Mostly because as a lawyer, I want to know exactly how "abolishing ICE" is defined and entails before I vote either way.

It, however, is clear to me that, at an absolute minimum, ICE should not be allowed to continue operating in the manner that it presently is
 
Hi! I found @cowboyinexile 's post yesterday about how this board skews as a sports forum populated by land grant university alumni from a very red state thought provoking and I wanted to test this theory with a recently polled question. Ive turned off public votes, so this is confidential.

Viva la Castro!

rachel maddow GIF
 
Im an unsure vote. Prior to the current administration it was just another agency in the federal government. I ran across a reddit thread about it and from the sound of things they did what they were supposed to-immigration enforcement. In general the department had a decent working relationship with state and local authorities and wasn't seen as anything unusual or brutal. The current incarnation of that department has forced alot of former agents out because of moral reasons or being outed for not being supportive enough of the current administrations agenda. And they have been replaced with either the people you see in it now or federal agents from other departments who the administration wants to get rid of but can't for one reason or another (so they just put them in a no win situation professionally).

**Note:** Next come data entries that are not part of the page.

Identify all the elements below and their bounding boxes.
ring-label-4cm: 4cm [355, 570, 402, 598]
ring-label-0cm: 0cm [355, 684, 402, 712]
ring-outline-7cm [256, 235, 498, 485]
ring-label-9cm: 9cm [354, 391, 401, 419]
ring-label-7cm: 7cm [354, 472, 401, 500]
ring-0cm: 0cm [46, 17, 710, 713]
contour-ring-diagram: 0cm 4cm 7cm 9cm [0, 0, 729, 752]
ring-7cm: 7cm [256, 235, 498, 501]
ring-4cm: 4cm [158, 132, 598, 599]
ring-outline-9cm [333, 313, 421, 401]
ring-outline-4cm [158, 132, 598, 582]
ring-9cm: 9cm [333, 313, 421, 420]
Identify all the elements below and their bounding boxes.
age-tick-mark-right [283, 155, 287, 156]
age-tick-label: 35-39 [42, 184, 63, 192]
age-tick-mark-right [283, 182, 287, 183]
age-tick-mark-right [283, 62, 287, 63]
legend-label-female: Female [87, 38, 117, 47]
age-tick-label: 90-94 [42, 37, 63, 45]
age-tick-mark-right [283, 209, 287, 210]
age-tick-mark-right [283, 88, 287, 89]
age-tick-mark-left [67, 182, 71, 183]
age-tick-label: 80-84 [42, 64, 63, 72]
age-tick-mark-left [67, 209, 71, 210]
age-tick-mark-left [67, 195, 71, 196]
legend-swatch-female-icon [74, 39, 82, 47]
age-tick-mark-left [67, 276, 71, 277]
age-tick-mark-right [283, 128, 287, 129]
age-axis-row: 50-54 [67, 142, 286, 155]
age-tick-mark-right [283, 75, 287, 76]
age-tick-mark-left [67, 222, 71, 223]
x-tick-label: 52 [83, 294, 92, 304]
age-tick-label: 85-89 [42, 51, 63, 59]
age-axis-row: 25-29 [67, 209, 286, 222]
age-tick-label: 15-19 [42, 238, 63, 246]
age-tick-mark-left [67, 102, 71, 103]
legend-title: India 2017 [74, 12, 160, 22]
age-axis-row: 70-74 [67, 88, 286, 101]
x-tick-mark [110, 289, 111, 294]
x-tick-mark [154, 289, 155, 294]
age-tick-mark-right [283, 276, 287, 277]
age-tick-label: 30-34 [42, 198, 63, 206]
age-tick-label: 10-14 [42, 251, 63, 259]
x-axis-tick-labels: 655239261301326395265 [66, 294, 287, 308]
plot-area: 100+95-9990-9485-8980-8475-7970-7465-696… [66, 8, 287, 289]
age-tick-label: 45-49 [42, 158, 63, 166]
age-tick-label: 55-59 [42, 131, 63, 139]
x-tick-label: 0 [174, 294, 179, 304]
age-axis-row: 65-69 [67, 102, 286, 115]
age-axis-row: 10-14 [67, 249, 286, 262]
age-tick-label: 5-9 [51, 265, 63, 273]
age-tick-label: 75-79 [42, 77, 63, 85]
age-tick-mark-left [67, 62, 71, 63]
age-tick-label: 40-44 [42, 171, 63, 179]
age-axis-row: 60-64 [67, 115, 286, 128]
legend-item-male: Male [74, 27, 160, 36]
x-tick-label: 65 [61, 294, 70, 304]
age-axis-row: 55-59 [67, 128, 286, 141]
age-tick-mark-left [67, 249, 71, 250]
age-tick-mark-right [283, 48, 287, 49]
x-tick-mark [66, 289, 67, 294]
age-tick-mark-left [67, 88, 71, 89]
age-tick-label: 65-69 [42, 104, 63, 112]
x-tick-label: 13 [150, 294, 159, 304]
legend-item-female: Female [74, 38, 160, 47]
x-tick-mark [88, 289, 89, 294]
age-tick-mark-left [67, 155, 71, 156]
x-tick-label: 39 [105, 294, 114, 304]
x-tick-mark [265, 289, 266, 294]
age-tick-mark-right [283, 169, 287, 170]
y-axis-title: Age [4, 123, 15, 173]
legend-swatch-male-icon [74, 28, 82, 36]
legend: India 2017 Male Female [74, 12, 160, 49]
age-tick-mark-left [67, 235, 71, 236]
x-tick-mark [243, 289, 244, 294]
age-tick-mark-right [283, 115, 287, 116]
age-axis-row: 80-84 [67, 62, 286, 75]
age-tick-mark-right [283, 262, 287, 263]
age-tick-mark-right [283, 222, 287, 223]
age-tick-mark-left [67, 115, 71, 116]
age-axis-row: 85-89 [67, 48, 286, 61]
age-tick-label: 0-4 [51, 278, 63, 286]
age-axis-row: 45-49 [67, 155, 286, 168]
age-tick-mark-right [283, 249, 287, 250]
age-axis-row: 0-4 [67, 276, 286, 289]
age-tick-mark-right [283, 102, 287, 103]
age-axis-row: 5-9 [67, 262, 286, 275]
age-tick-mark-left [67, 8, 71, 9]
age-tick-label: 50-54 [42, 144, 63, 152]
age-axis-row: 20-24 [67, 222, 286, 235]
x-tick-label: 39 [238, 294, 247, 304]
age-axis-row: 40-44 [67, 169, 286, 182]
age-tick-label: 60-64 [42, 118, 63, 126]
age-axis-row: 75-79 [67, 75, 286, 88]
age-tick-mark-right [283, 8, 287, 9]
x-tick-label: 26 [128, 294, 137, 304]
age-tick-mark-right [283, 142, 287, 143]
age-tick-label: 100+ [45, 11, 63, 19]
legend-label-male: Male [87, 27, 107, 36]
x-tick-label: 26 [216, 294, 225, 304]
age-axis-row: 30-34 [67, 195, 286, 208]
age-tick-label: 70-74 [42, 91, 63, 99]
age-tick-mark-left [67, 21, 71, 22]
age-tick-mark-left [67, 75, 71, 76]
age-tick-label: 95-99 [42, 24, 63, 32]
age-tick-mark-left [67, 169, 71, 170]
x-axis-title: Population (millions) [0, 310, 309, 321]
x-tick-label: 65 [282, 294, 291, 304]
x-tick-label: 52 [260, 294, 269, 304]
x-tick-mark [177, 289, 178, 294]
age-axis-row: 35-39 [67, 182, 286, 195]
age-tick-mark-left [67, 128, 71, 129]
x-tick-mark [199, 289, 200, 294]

If it goes back to being some random federal agency most of us don't think that much about and we are able to weed out and prosecute bad apples I don't see a problem with it. The catch is I don't know that we can do that. Would anyone who is a decent human being want to work for ICE in 5 years knowing how they are perceived now? How would you feel working for an organization that ripped people out of their homes and killed people who protested? Im sure some would say they want to be part of the solution but it's still a federal agency and in the back of your mind you have to wonder what would happen mid career if we elect another Trump.

So I don't know. I would like to say that we can get stuff back to normal after Trump but I don't think we can.